Truth-Telling Enhancement Training in Pathological Adolescent Liars Using Risk-Free Verbal Operants: An Avoidance-Deceleration Program

Author(s): Douglas H Ruben*

Chronically severe adolescent prevaricators suffering mild to moderate speech impediments when confronted about lying underwent a two-phase incremental training program aimed at (a): Recruiting their reticent parents for treatment participation, and (b): Replacing avoidance behaviours (i.e., fact-evasion responses) with risk-free (CRF) reporting of facts. Training phase I involved consistency training consisting of verbal responses matching proximal follow-up action by the subjects, the purpose of which was to stimulate initial motivation for parental participation.
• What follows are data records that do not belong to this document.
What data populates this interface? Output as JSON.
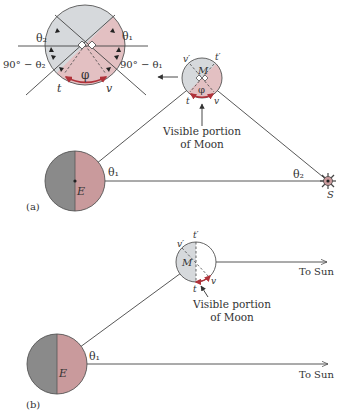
{
  "figure": {
    "colors": {
      "dark_side": "#8a8a8a",
      "lit_side_earth": "#c99a9c",
      "moon_grey": "#d6d9dc",
      "moon_pink": "#e3c0c2",
      "arc_red": "#b0323a",
      "line": "#444444"
    },
    "inset": {
      "labels": {
        "theta2": "θ₂",
        "theta1": "θ₁",
        "ninety_minus_theta2": "90° − θ₂",
        "ninety_minus_theta1": "90° − θ₁",
        "phi": "φ",
        "t": "t",
        "v": "v"
      }
    },
    "panel_a": {
      "label": "(a)",
      "moon": {
        "center_label": "M",
        "t_label": "t",
        "v_label": "v",
        "t_prime_label": "t′",
        "v_prime_label": "v′",
        "phi_label": "φ"
      },
      "visible_portion_line1": "Visible portion",
      "visible_portion_line2": "of Moon",
      "earth_label": "E",
      "theta1": "θ₁",
      "theta2": "θ₂",
      "sun_label": "S"
    },
    "panel_b": {
      "label": "(b)",
      "moon": {
        "center_label": "M",
        "t_label": "t",
        "v_label": "v",
        "t_prime_label": "t′",
        "v_prime_label": "v′"
      },
      "visible_portion_line1": "Visible portion",
      "visible_portion_line2": "of Moon",
      "earth_label": "E",
      "theta1": "θ₁",
      "to_sun_1": "To Sun",
      "to_sun_2": "To Sun"
    }
  }
}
Training phase II entailed a stepwise or incremental series of fact presentations involving impersonal observations (reporting neutral, positive, negative facts), transitioned to personal observations (neutral, positive and negative facts). Programmed triaging entailed both parent and child through modelling and imitation exercises conducted first within the educational/clinic setting and then practiced in the natural environment for rapid response generalization. System factors considered included the parents’ propensity for anger, which suppresses the child’s truth-telling, and the child’s elimination of avoidance behaviour (lying) when risk-free, fact-statements increased. Results of changing criterion across subjects’ designs yielded significantly increased quantity and frequency of nonpersonal and personal facts that were revealed both under structured prompt conditions and free operant (improptu) conditions. Implications of fact-reporting responses competing against a severe history of avoidance are discussed regarding the advantages of reinforcement over punishment methods for correcting lying.